The entire town, the whole region is in love with Washington Park.? Music, events, people all the time and all over the place – it has brought folk down who have not been in Cincinnati’s downtown or neighborhoods in years.
And I get a particular charge out of one particular part of it.? On a little rise near the beautiful water park that the children love, is a tall metal two-sided panel, supported on two poles, that celebrates Over-the-Rhine in honor of Cincinnati’s Bicentennial in 1988.? Oftentimes when I’m in the park, I will see folk bending down to read the history, and to look at all the pictures and etchings.? To see my words and my ideas, bringing to life facets of this fascinating neighborhood.
I worked for the Bicentennial Commission, meeting with neighborhood leaders and historians, and then searching out the images and writing 17 of the 50 panels done for neighborhoods round the region.? I am always tickled to see them, scattered as they are – one in Delhi, one near the river of the old neighborhood The Bottoms, in a park in Loveland, near City Hall in Lincoln Heights, and somewhere in Forest Park.
The OTR panel was especially poignant, with the drawings of all the church steeples in the ‘hood, and of key neighborhood leaders, done by a mostly homeless neighborhood resident with amazing talent.? Don kept wanting to improve the panel, add more to it, embellish it, make it better.? Weeks after the deadline, I finally had to literally take the drawings from him and give them to the folk who would actually prepare the etched metal.
What a beautiful piece of work he left for his neighbors – and now for all of us, as we enjoy the incredible park.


WHAT YOU NEED TO DO ▸ Could you tally the lines of the entries that carry the string "service"? Reply with the number and nothing more.

Stored entries
>>>>>
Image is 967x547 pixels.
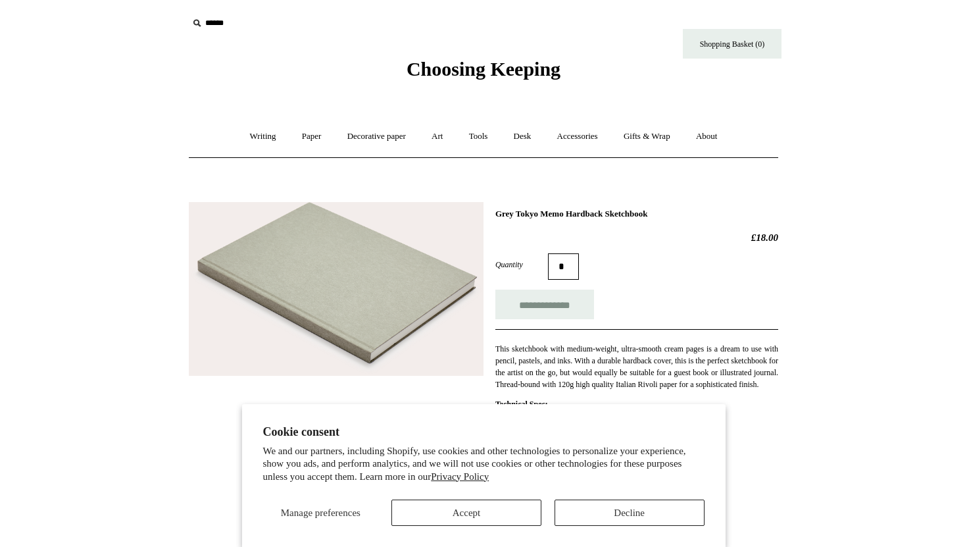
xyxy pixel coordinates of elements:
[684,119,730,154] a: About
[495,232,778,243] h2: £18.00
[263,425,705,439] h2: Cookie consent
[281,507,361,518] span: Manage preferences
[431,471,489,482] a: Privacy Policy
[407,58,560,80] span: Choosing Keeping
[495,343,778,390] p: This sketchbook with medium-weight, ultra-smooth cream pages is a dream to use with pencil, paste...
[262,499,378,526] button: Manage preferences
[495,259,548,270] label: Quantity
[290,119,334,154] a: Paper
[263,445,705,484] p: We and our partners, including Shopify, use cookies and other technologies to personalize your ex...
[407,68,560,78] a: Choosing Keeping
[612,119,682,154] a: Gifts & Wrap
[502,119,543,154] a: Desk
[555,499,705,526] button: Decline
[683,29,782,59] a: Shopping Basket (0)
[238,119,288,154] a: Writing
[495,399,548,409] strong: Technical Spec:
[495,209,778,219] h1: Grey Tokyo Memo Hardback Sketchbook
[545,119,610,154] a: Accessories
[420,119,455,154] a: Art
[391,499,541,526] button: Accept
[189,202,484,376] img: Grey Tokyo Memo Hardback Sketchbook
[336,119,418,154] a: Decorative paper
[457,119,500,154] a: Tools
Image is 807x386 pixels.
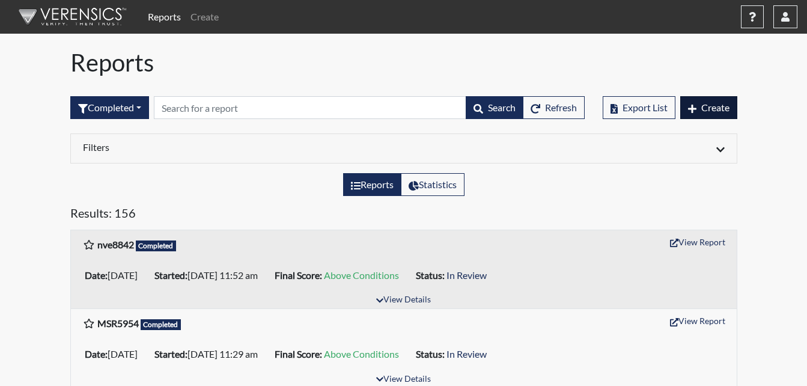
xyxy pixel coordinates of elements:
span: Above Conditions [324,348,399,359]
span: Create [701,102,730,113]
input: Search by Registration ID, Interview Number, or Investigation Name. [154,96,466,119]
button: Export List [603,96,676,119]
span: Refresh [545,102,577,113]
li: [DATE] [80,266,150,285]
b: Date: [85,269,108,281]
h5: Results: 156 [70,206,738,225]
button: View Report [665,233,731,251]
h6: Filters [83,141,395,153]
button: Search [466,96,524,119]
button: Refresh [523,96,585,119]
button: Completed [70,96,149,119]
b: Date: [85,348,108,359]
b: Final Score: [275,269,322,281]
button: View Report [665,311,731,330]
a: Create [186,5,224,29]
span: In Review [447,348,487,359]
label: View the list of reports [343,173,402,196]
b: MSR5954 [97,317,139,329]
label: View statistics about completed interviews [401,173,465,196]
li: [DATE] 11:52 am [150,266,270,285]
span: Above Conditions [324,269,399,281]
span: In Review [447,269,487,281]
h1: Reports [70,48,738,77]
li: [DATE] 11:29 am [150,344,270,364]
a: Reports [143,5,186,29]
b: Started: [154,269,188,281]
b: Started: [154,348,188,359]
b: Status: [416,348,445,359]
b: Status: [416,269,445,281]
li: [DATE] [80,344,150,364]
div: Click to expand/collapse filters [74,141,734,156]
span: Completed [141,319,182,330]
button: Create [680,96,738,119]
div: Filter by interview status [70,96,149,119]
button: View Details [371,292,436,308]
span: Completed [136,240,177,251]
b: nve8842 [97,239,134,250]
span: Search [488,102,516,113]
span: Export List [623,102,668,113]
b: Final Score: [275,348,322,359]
<<<<<
>>>>>
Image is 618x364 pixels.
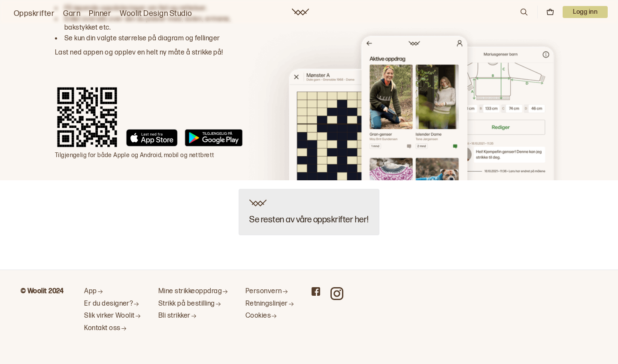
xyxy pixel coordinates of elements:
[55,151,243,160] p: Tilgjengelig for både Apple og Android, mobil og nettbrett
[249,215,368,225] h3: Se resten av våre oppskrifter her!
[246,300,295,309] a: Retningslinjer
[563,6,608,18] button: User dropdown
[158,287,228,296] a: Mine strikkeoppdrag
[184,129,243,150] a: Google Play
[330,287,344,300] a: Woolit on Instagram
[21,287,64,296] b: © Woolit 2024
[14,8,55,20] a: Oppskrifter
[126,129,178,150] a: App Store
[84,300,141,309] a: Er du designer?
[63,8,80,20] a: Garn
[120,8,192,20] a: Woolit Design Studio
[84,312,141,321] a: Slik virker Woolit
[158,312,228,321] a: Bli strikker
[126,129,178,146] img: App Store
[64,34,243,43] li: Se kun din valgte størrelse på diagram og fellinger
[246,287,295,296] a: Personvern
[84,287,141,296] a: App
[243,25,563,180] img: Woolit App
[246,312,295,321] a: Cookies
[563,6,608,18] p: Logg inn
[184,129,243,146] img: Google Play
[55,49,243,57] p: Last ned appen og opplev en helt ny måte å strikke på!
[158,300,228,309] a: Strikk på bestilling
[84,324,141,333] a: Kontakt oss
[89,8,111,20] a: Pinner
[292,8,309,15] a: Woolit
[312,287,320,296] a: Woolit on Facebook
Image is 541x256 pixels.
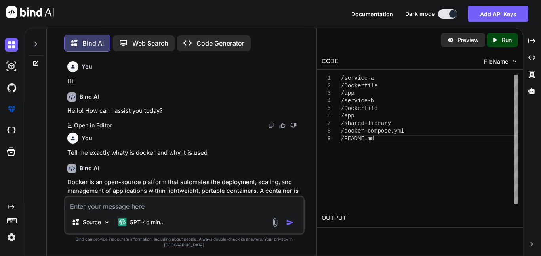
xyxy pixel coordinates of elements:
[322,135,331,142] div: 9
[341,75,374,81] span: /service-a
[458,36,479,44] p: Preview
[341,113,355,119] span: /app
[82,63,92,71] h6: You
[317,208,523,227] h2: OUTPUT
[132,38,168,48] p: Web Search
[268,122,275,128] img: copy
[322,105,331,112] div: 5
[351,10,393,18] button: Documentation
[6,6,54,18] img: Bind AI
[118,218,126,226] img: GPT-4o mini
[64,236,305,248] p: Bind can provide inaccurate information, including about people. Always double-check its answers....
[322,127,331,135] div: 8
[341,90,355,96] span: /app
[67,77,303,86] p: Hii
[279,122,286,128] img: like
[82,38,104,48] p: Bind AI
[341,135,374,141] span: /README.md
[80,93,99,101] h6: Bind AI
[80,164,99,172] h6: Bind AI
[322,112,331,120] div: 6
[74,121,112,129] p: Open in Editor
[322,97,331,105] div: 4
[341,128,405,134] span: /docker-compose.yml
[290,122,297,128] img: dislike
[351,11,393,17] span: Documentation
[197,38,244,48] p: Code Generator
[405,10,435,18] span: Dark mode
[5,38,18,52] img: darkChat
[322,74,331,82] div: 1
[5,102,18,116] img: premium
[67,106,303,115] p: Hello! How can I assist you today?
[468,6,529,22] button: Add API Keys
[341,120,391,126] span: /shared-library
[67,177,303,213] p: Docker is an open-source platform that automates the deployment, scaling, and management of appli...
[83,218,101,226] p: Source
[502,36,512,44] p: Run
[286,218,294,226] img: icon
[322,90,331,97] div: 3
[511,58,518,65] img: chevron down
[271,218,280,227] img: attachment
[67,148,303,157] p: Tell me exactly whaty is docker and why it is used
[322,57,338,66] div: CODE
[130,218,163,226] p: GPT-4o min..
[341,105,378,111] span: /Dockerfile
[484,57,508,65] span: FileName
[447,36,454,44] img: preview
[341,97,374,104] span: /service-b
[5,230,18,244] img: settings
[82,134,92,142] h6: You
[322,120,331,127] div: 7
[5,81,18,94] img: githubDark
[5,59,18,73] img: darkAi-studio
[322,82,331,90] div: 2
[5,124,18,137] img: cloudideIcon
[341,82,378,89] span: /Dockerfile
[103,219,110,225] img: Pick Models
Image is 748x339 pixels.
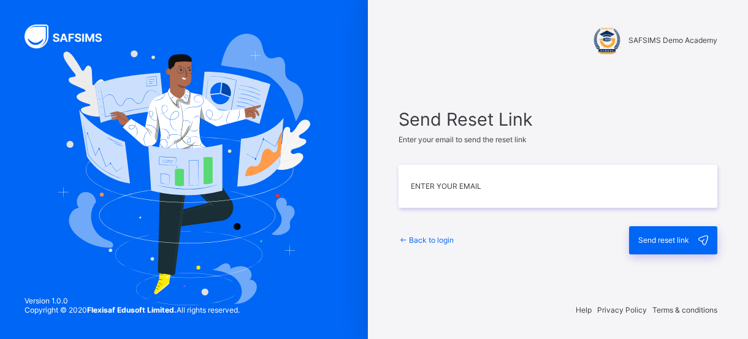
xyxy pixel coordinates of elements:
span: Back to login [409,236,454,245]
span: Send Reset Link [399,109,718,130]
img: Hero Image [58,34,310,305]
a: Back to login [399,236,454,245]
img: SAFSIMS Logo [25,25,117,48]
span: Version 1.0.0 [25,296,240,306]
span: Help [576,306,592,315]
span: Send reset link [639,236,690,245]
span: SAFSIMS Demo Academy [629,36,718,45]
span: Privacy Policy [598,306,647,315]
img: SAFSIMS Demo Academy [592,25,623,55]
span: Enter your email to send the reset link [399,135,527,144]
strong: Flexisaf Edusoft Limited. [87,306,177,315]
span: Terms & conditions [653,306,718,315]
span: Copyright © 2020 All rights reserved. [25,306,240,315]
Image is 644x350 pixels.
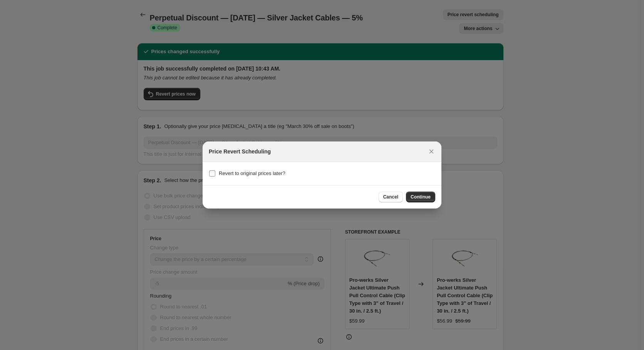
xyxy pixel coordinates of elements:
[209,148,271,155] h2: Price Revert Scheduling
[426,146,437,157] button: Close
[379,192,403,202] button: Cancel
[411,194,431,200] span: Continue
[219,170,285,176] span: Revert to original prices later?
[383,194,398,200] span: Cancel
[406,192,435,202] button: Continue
<<<<<
RESPONSE TO THE EXERCISE ▸ 2